In 1932, when radical Supreme Court Justice Louis Brandeis promoted the idea that the individual states are laboratories of democracy, he actually didn't intend to promote limited government. Federalism scholar Michael Greves puts it this way: Brandeis' "famous dictum had almost nothing to do with federalism and everything to do with his commitment to scientific socialism." In other words, Brandeis wanted the states to become what First Things online editor Joe Carter calls "laboratories of liberalism" -- governments of geographically limited jurisdiction that would experiment with socialist policies and thereby demonstrate their efficacy, ultimately providing justification for a national takeover of the private realm.

The joke is on Brandeis. Some states -- California and Illinois come instantly to mind -- have become "laboratories of liberalism," but liberal economic policies just aren't efficacious. Credit rating agency Standard and Poor's recently docked the credit ratings of both the Golden State and the Prairie State. In California, politicians are plagued by budget and pension shortfalls, commitments they can't keep without raising taxes or cutting spending. In Illinois, per capita debt and unfunded liabilities are three times what they are in Wisconsin or Montana.

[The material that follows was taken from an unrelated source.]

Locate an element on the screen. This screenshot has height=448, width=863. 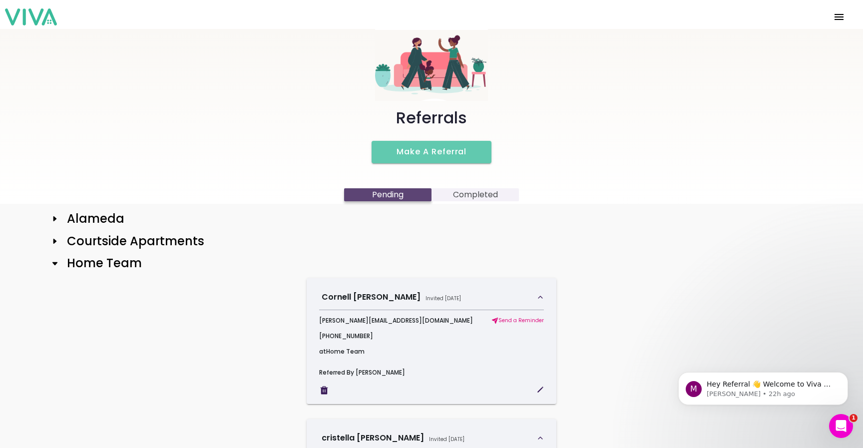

It's no wonder, then, that California residents are refugeeing to the center of the country, to states like Oklahoma and Texas, the leaders of which have assiduously sought to create a climate that encourages entrepreneurship. In 2010 alone, for example, nearly twice as many Californians moved to Texas as Texans moved to California (could it be no income tax?) -- and 1.6 times as many Californians moved to Oklahoma as Oklahomans moved to California. Call it a reversal of The Grapes of Wrath.

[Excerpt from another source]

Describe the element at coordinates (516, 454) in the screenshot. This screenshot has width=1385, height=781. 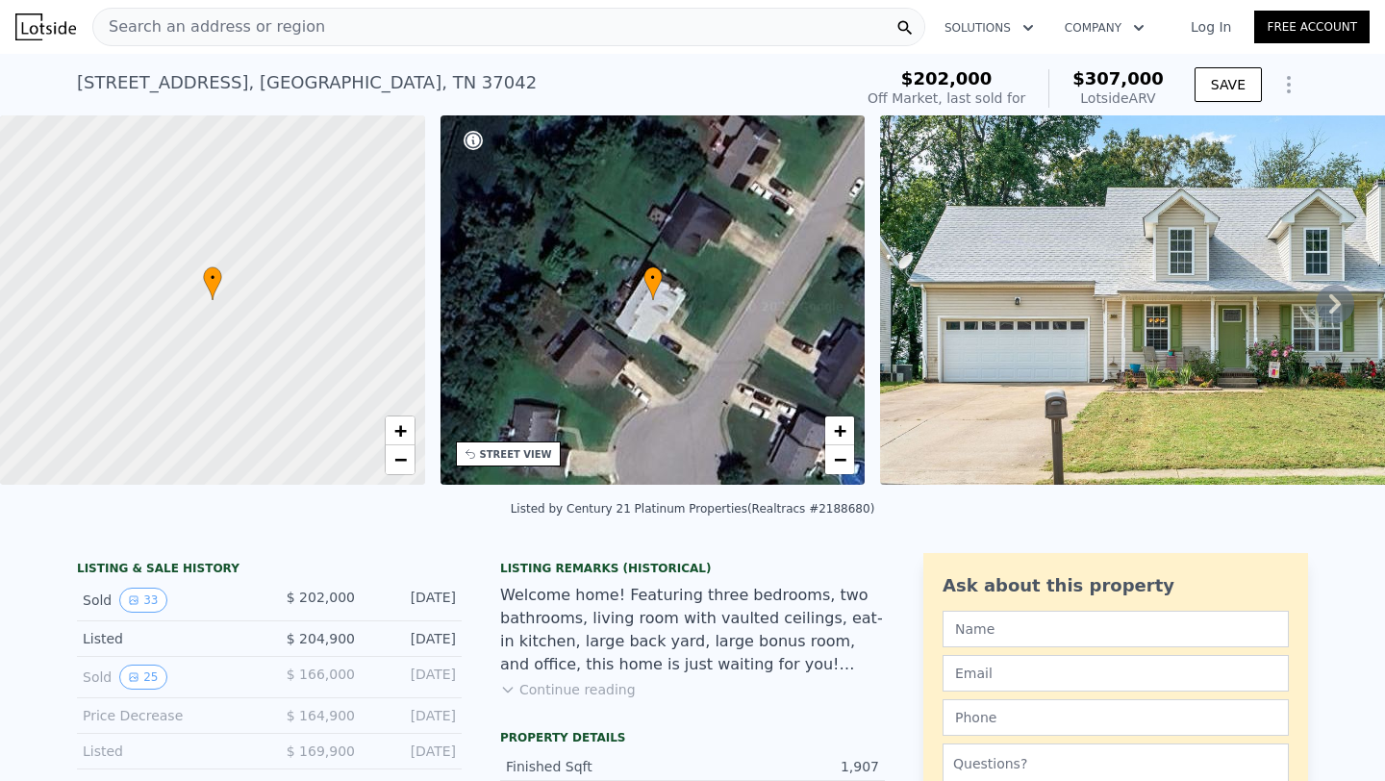
I see `div: STREET VIEW` at that location.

The governing principle of federalism, then, can be invoked to justify state-level experimentations with both demand-side and supply-side policies -- but it can't change the effects of either. Free-marketeers should cite Brandeis' "laboratories of democracy" idea, then, not because it cannot also be used to justify state government encroachments on the private sphere (it can!) but because states have experimented -- and the results suggest a free-market approach is the path to prosperity and personal responsibility the path to personal happiness.